Cairo: Egypt’s Ministry of Waqf (religious endowments), in charge of mosques in the mostly Muslim country, on Saturday suspended two of its officials in the southern province of Minya after a hardline cleric gave a sermon without a licence at a prayer marking Eid Al Fitr.

The action was taken against the ministry’s director in the province and a preacher at a local mosque. They have been suspended from duty pending questioning for allowing Osama Hafez, a senior leader in the radical Al Jamaa Al Islamia (Islamic Group) allied with the banned Muslim Brotherhood, to address worshippers on Friday, which marked the first day of Eid in Egypt.

The ministry said it had filed a legal complaint against Hafez for delivering the sermon without prior permission in violation of rules.

Minya, around 245 kilometres south of Cairo, was for decades a stronghold of ultra-conservative Islamists before Egyptian authorities moved to bring mosques across the country under state control around two years ago.

A senior Waqf official told state-run newspaper Al Ahram that Hafez gave the sermon illegally after the mosque’s appointed preacher failed to show up to lead the Eid prayer.

Al Jamaa Al Islamia insisted that Hafez did nothing wrong. “Hafez regularly prays in this mosque and worshippers there ask him in particular to lead them,” Abdul Rahman Saqr, a leading member of the group, told independent newspaper Al Masry Al Youm.

“No-one can prevent the Al Jamaa leaders from being there [in the mosque].”

The move against Hafez came days after the Ministry of Waqf slapped a ban on well-known cleric Mohammad Jebril after he gave a sermon in a Cairo mosque seen as critical of the government and its loyalists and slanted towards the Muslim Brotherhood.

Authorities also barred Jebril from leaving for Britain after the Ministry of Waqf accused him of manipulating religion for political gains.

Jebril has denied the accusation in a Facebook post.

Thousands of the Brotherhood’s followers have been rounded up since 2013 when the army toppled president Mohammad Mursi, a senior leader in the Islamist group, following enormous street protests against his rule.

The government has since sought to tighten its grip on mosques, denying the Brotherhood and allied groups a major forum to influence devout Muslims.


__THE PROBLEM__
Pull every line holding the word "Voting" out of the data and copy it.

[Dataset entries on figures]

......

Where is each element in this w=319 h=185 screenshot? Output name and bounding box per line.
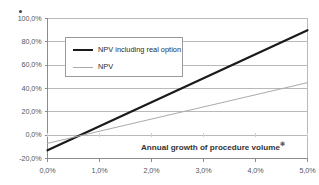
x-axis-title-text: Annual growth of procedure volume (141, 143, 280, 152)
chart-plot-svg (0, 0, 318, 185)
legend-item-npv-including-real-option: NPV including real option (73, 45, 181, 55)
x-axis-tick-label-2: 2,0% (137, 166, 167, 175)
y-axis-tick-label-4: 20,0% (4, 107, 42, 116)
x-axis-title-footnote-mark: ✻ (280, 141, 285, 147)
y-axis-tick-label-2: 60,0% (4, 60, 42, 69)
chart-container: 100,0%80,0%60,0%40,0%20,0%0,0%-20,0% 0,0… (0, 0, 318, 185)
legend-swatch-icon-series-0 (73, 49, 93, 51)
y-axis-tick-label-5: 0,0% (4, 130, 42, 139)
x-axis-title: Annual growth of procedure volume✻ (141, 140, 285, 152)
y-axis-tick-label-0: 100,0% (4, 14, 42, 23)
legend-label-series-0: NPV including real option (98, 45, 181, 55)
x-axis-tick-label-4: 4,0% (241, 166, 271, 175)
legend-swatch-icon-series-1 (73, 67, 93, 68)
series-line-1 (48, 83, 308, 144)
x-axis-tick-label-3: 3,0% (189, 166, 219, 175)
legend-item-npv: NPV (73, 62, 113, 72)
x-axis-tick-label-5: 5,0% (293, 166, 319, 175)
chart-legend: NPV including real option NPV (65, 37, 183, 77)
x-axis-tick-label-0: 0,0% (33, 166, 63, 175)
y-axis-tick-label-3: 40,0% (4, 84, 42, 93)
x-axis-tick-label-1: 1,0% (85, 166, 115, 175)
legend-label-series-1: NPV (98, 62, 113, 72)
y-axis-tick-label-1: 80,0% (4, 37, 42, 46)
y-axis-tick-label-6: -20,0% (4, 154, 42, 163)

......

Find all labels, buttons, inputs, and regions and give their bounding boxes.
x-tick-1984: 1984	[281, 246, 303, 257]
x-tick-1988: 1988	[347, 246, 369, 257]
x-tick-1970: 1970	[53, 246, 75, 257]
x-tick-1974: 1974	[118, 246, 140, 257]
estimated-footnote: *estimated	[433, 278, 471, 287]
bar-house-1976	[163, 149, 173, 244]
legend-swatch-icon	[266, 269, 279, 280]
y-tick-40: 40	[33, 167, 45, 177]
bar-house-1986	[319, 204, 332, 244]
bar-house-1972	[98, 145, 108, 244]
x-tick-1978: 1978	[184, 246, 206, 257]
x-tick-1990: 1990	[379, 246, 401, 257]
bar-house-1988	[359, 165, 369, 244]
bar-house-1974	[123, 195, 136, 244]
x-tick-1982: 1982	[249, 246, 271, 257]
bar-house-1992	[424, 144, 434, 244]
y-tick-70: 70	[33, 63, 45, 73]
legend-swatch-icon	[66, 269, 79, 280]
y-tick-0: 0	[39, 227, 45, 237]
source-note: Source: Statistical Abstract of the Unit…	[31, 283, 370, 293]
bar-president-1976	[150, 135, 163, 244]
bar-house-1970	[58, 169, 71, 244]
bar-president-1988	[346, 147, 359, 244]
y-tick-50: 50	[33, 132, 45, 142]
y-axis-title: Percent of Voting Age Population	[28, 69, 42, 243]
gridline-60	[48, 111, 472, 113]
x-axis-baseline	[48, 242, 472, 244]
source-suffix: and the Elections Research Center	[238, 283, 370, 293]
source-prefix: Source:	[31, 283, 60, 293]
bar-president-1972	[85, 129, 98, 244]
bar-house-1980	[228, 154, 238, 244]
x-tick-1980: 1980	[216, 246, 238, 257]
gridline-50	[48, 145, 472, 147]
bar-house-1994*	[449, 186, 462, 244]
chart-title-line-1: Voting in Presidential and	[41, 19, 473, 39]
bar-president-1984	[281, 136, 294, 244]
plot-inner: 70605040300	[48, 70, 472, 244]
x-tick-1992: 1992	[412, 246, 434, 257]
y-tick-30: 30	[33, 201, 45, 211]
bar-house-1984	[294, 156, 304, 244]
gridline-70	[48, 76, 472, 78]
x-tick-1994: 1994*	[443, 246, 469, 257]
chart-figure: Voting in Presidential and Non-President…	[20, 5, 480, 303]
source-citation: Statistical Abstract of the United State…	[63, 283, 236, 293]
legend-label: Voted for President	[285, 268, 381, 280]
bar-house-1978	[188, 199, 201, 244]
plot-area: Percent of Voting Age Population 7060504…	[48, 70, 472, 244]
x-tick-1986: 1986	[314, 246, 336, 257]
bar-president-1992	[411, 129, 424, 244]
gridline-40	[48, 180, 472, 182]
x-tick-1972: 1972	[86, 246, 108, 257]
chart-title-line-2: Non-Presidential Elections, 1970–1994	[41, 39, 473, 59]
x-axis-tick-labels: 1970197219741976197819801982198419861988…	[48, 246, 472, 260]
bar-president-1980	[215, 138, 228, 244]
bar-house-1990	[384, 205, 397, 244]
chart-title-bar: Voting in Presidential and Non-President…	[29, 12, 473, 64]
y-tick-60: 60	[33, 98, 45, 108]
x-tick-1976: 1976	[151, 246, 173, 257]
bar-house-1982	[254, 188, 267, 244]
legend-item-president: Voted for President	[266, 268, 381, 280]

......

__RESPONSE BELOW__
y-axis-title: Percent of Voting Age Population	[28, 69, 42, 243]
chart-title-line-1: Voting in Presidential and	[41, 19, 473, 39]
chart-figure: Voting in Presidential and Non-President…	[20, 5, 480, 303]
plot-area: Percent of Voting Age Population 7060504…	[48, 70, 472, 244]
chart-title-bar: Voting in Presidential and Non-President…	[29, 12, 473, 64]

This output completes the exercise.